Shouldn't Ministry To Young People Be On Everyone's Job Description?
Legacies: Reaching Young People.
By Rev. Joel Harbarger
Some pastors leave behind magnificent structures, others books and films, yet more leave behind organizations that change the world. I don’t have any of those things because I have always found the most purpose pouring myself into the lives of the people around me. I spent 3 years of my seminary time as a Youth Director and then 14 years as an ordained clergy doing Youth Ministry and then later Youth and Campus Ministry, before spending the last 20 years of my life as a parish pastor. I have also spent over 30 years volunteering at one of our Church Camps where I have pastored and mentored and loved the staff who have worked there. I have always loved the intensity of the faith development of students. Student ministry requires transparency and a lack of BS because young folks have such little tolerance for it, which is also why I am drawn to it.
Even though God changed my primary calling from youth ministry to parish ministry, I still have a soft spot in my heart (I have one on my head, too, but that’s a WHOLE `nother story!) for young disciples, so I continue to pour myself into them and that’s a good thing! All of us who are clergy should!
It can be exhausting and doesn’t pay well, but one of the joys of my ministry is seeing people who I knew as teens and college students succeed. Some became scientists, others business owners, others teachers and yet others butchers, bakers and candlestick makers. And some became clergy.
Of course, I have a special place in my heart for those who went into full-time ministry work.

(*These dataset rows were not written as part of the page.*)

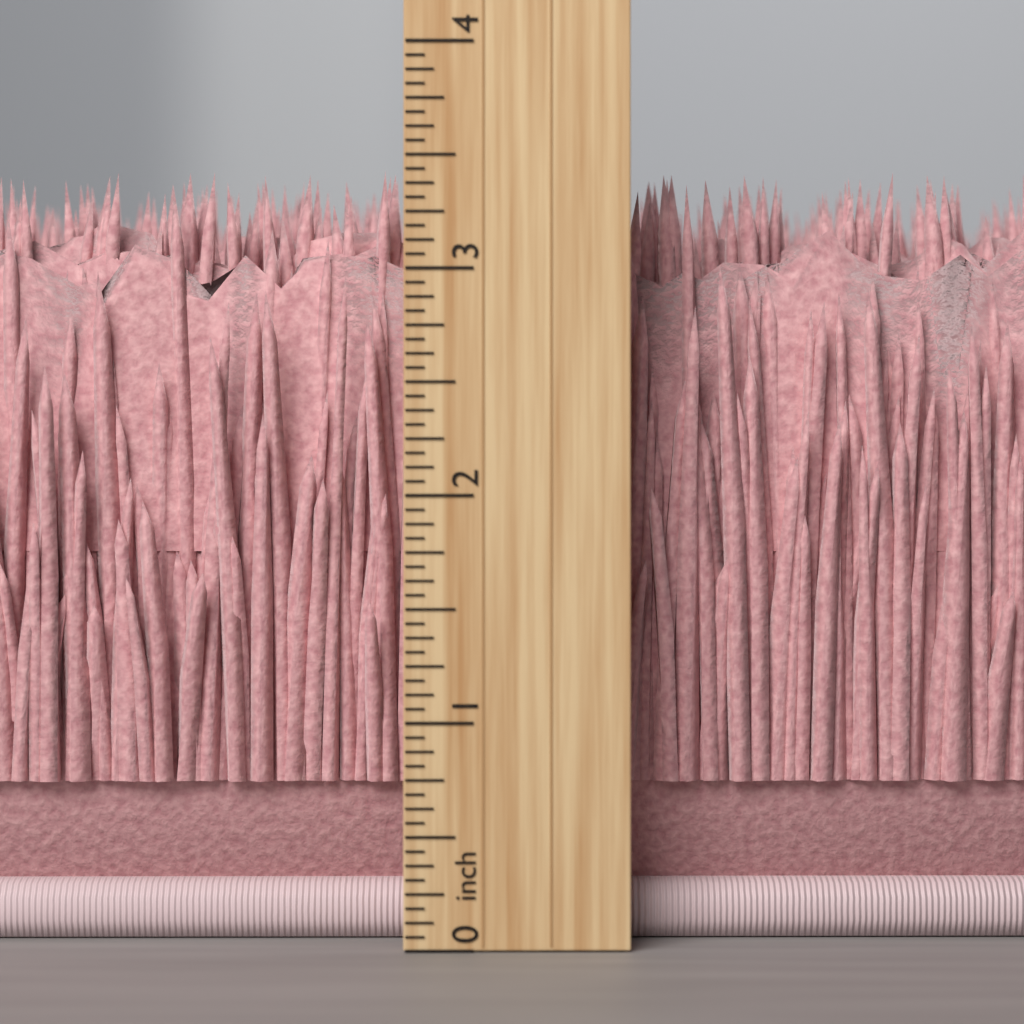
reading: 3.5000 inch
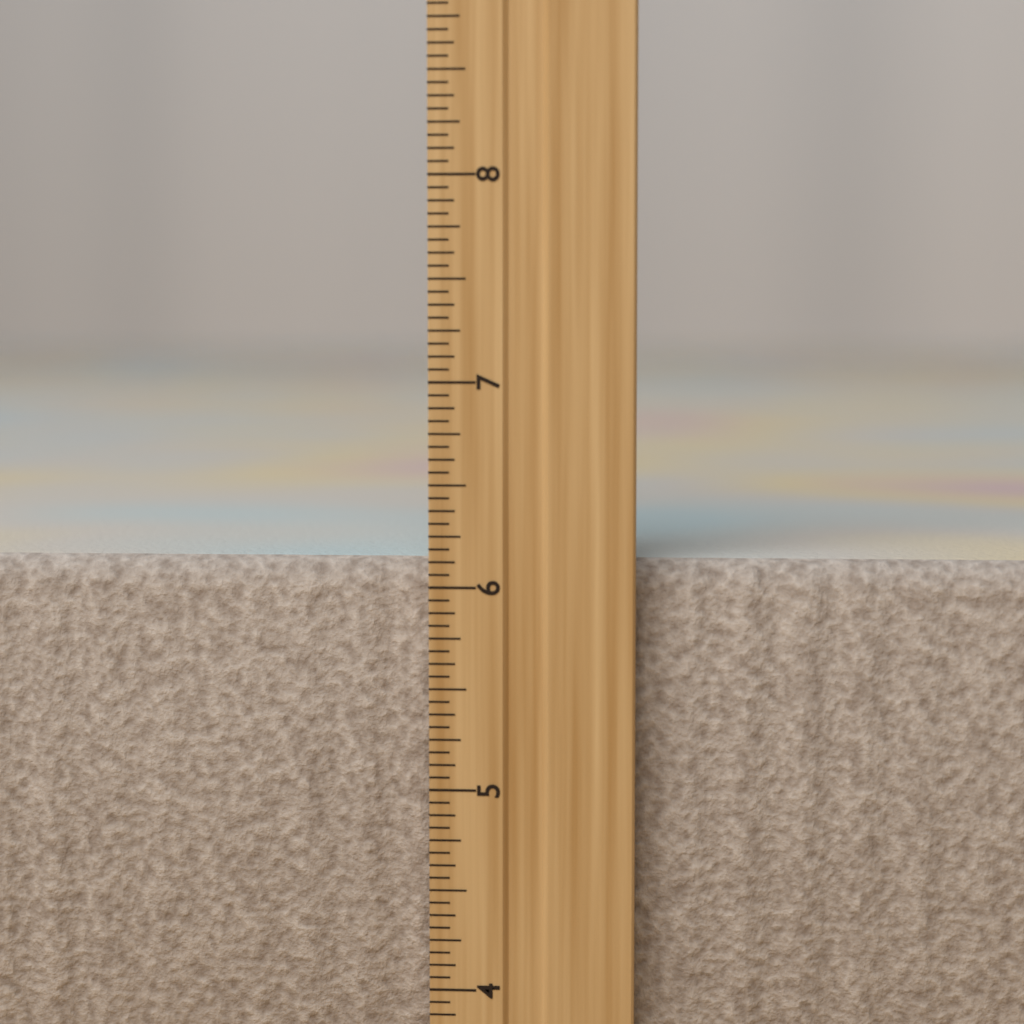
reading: 6.1250 inch
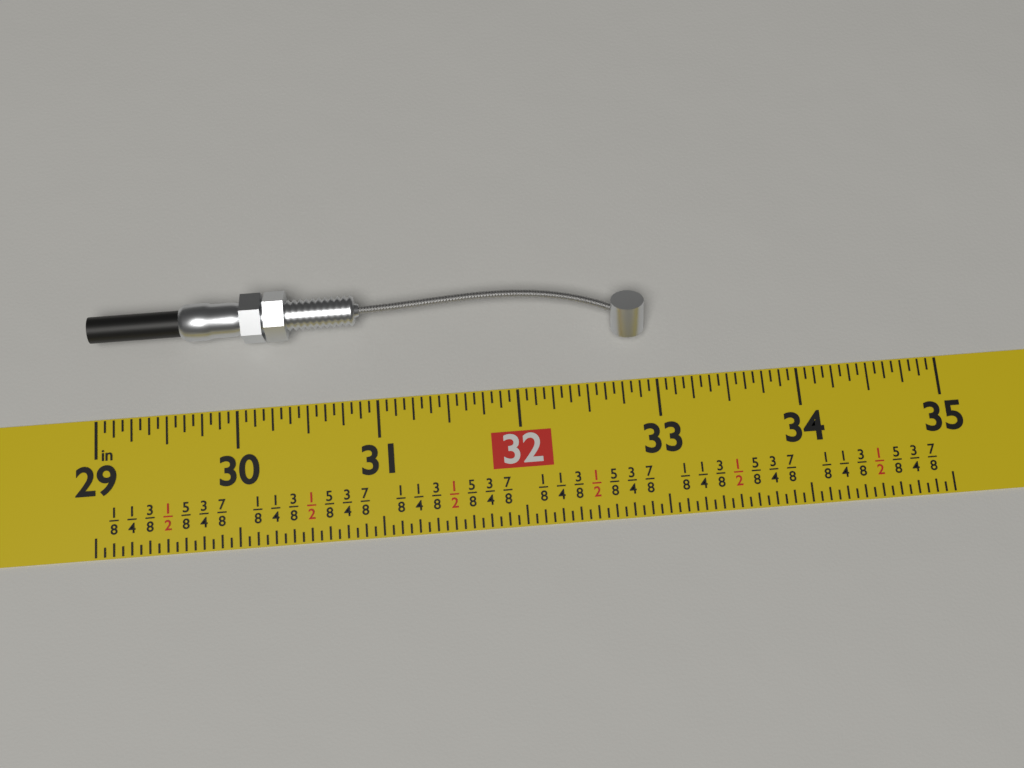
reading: 32.9375 in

So, a couple years ago, I started going to to hear them preach. Since I have my own weekly preaching gig now, I tend to go on the Sunday after Easter, one of the infamous “Low Sundays.” It has warmed my heart to see one of my “Kids” standing in a pulpit and sharing the gospel in a powerful way. And, it also warms my heart that there are quite a few of them. I’d start naming them, but I KNOW I’d forget one or two and that would just break my heart. So, suffice it to say, I could spend quite a few years making these annual pilgrimages.
One of my “kids” is now serving near me and is doing a great job as she is leading this church into new things, something she has always done in her appointments. Another just got appointed as the Lead Pastor to a very large church near me. Another is a missionary in Japan. Another is exploring her calling as a Chaplain. Another spent time as a US-2 Missionary in Hawaii. And the list goes on! I have been so blessed to walk alongside these young ones. So blessed!
In my not-so-humble opinion, our job in this world (clergy or not) is to be agents of change in the lives of the young people around us. It doesn’t matter if we are Youth Directors, Lead Pastors, Loan Officers or Car Sales Associates
God has blessed us with the opportunity to meet and to know these folks. Let us NEVER take that for granted or to see them as a “stepping stone” or a rung of some career ladder. They are the calling we have right now. Maybe we build magnificent structures, too. Maybe we write books, too. Maybe we make films, too. Maybe we design organizations that change the world, too. Maybe.
But, our primary work is pouring ourselves into the lives of those around us, especially the young around us.
Let us do whatever we can to help them find what God is calling them to do and to be.
Let them be our Legacies.
Rev. Joel Harbarger
Joel hails from the small town of Jackson, Ohio. He holds a BS in Social Work from Ohio University and a MDiv from Drew University Theological School in Madison, NJ. He spent many years working in Youth Ministry and Campus Ministry before he was called to be a Lead Pastor.
He has been blessed to be happily married since 1979 and has two grown children living on the West Coast. His other interests include camping, paddling, hiking, bicycling, cooking and eating great food, reading and watching movies.